◆ WORK TO COMPLETE
Send back the data below exactly. Drop every picture.

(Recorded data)
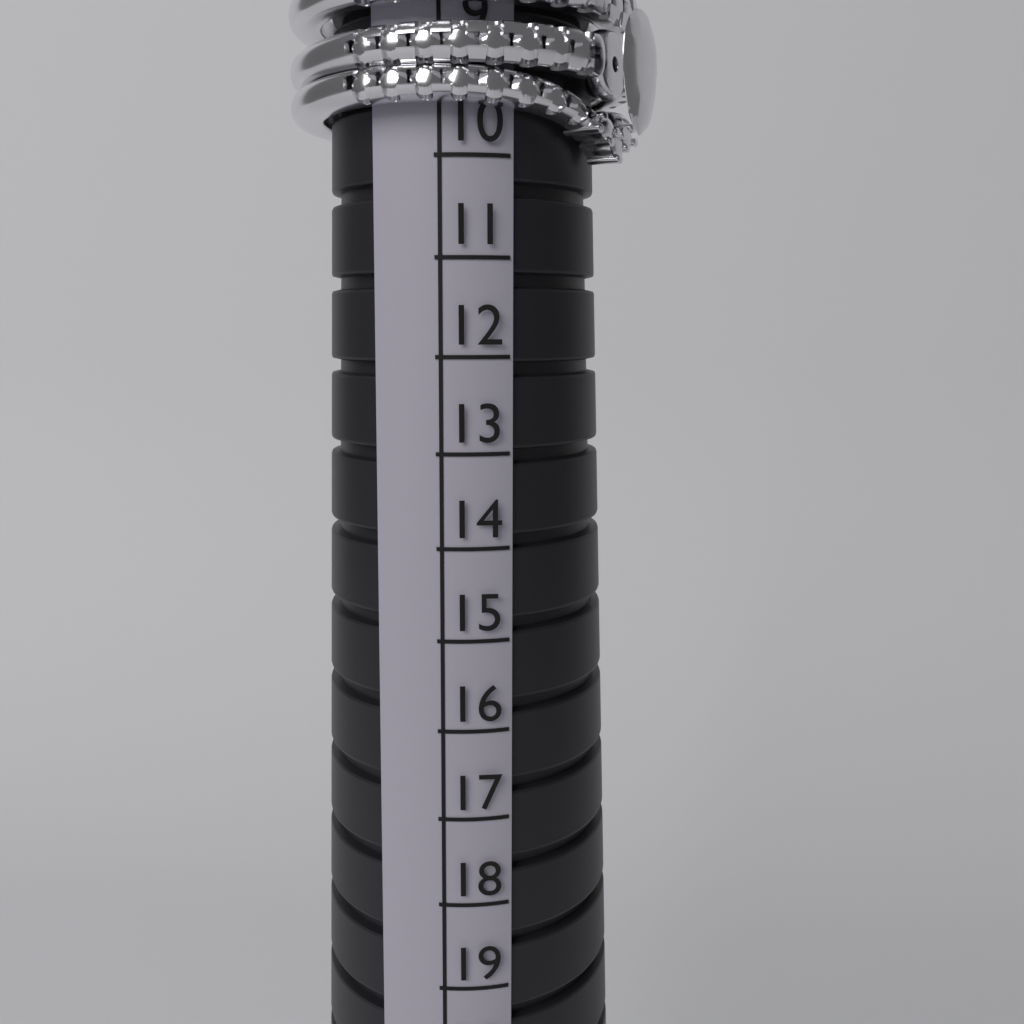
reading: 10 (no unit)
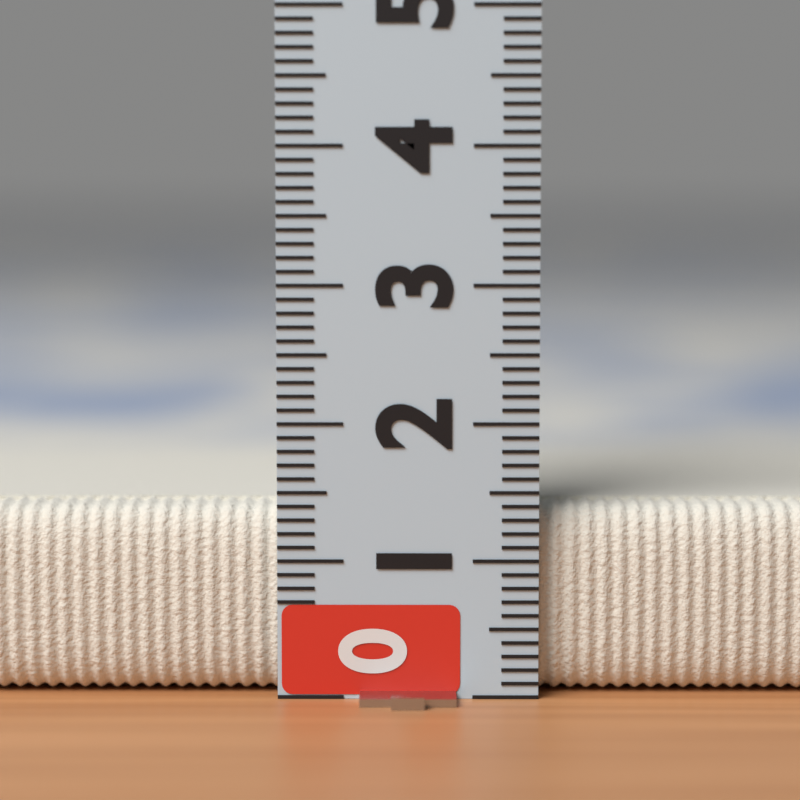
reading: 1.4 (no unit)
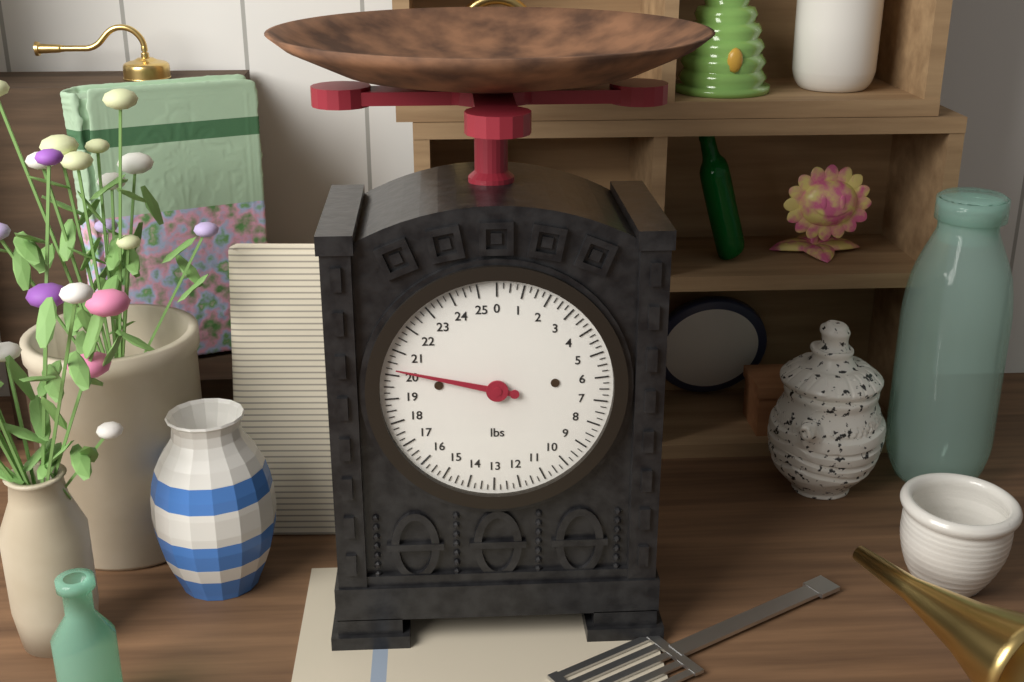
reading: 20.25 lbs
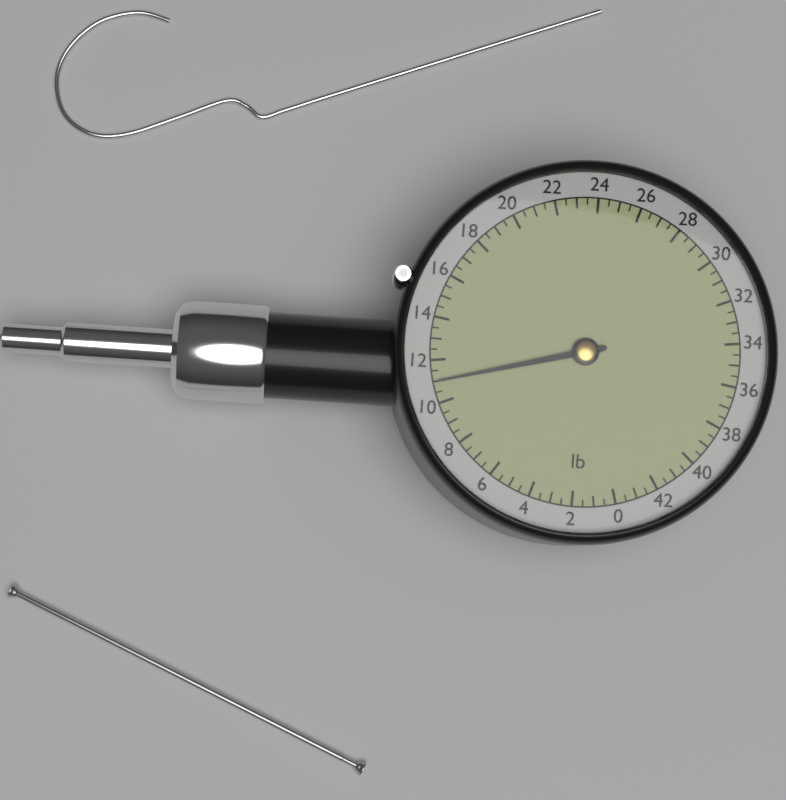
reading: 11.0 lb
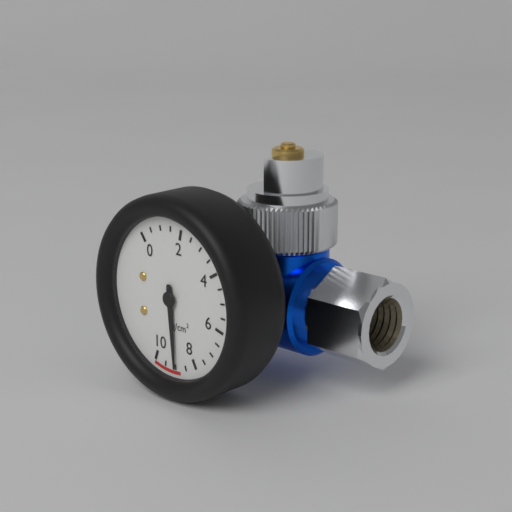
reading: 9.0 kg/cm²
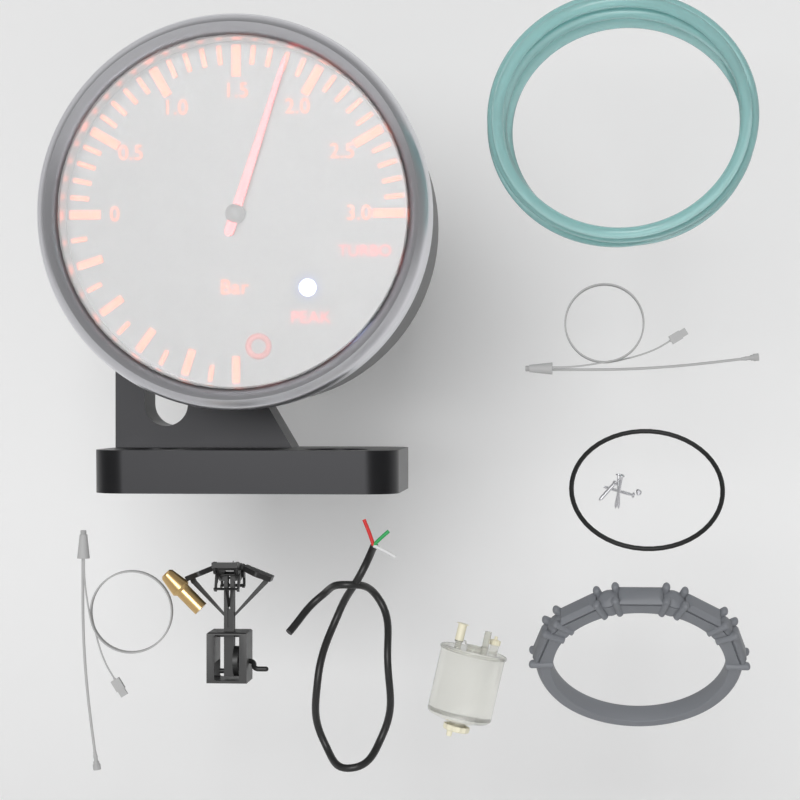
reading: 1.8 bar
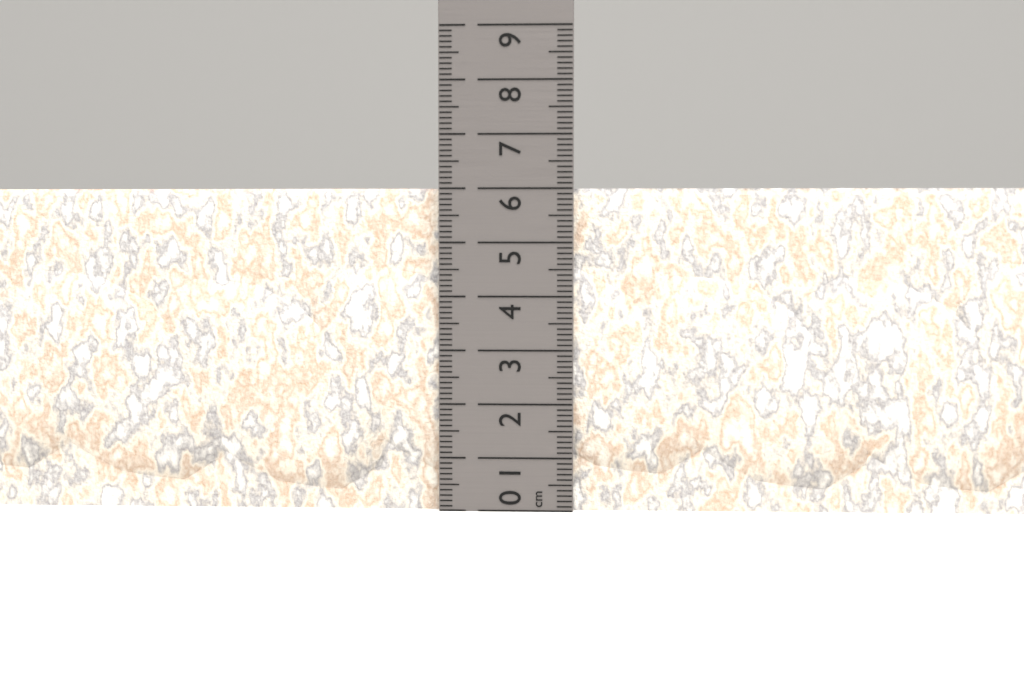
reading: 6.0 cm
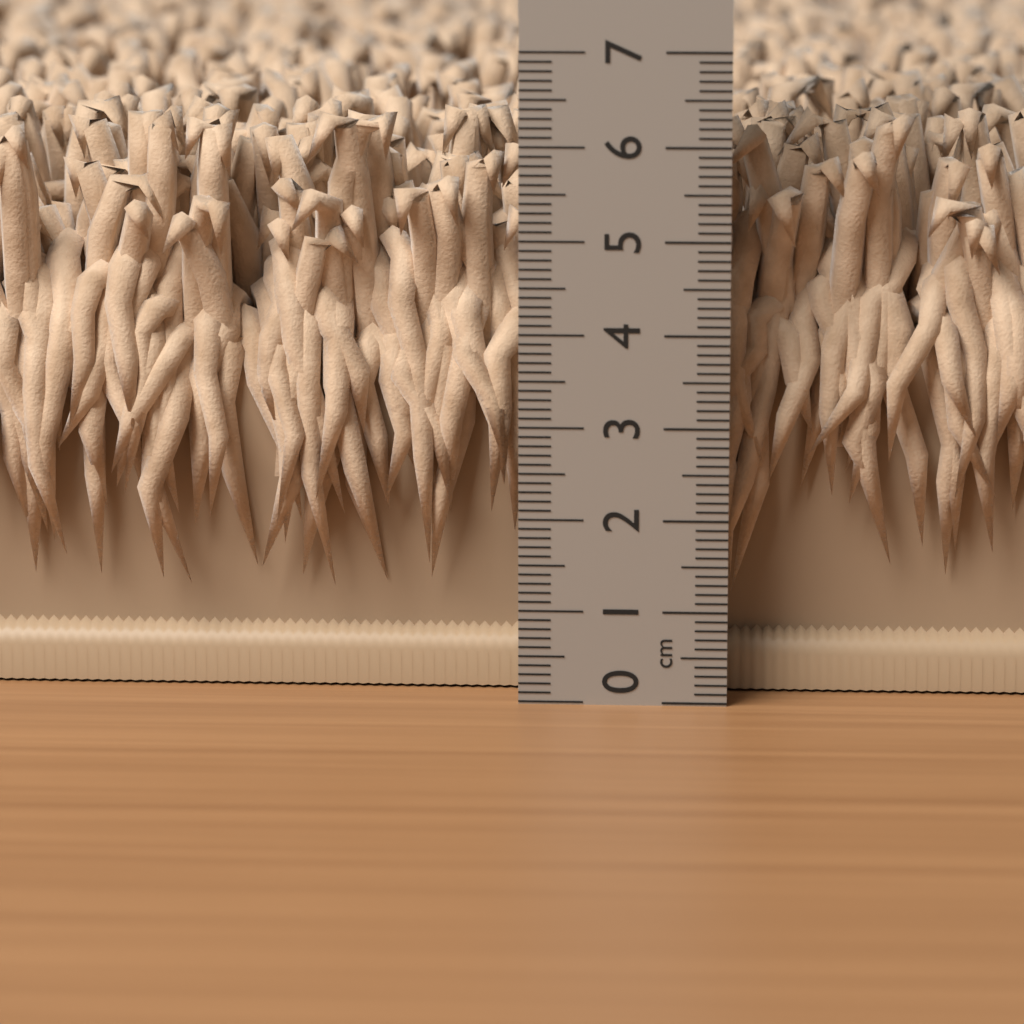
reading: 6.3 cm
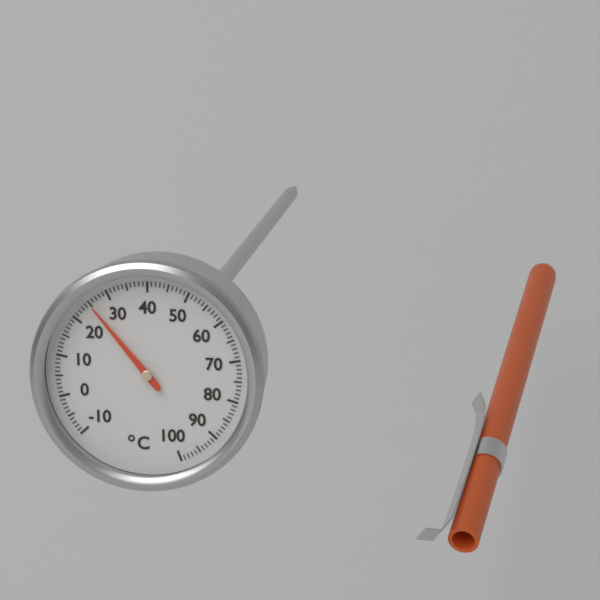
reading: 25 °C
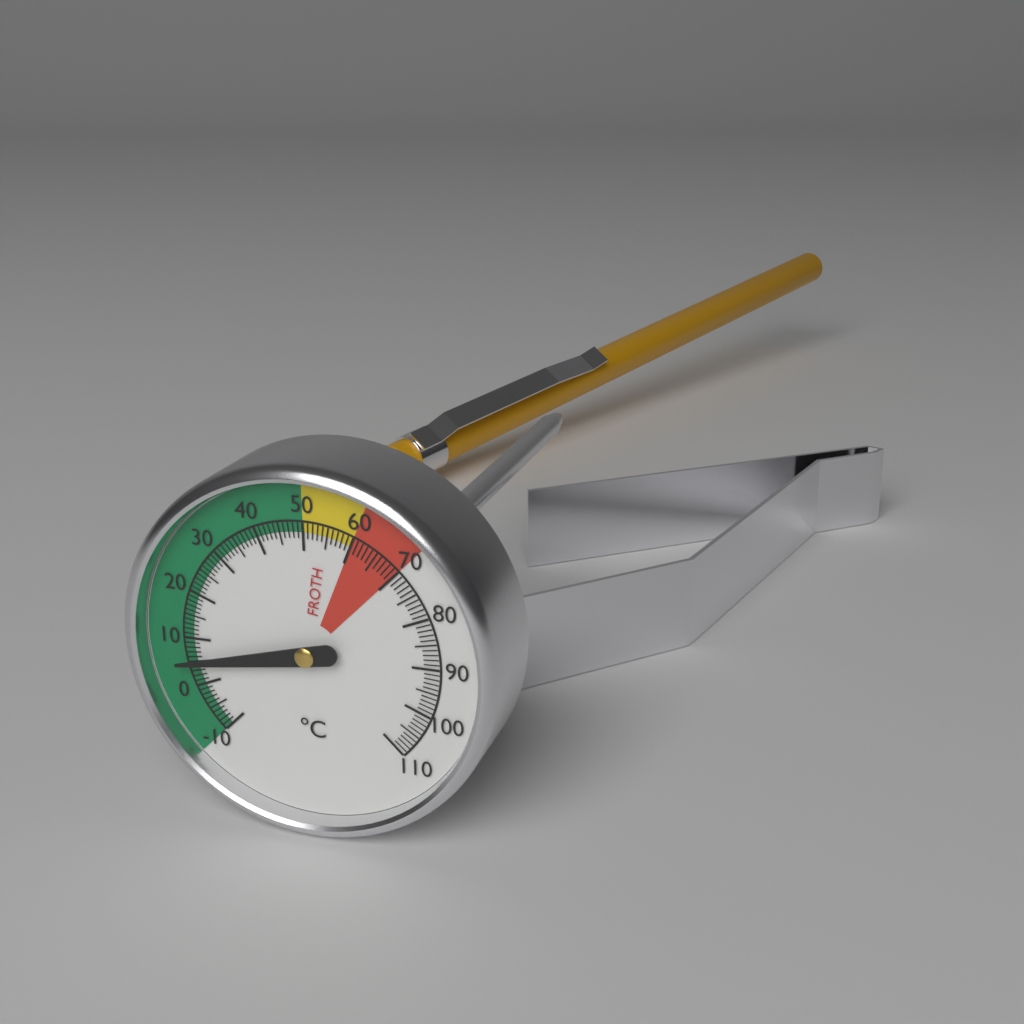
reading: 5 °C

◆ SOLUTION
reading: 10 (no unit)
reading: 1.4 (no unit)
reading: 20.25 lbs
reading: 11.0 lb
reading: 9.0 kg/cm²
reading: 1.8 bar
reading: 6.0 cm
reading: 6.3 cm
reading: 25 °C
reading: 5 °C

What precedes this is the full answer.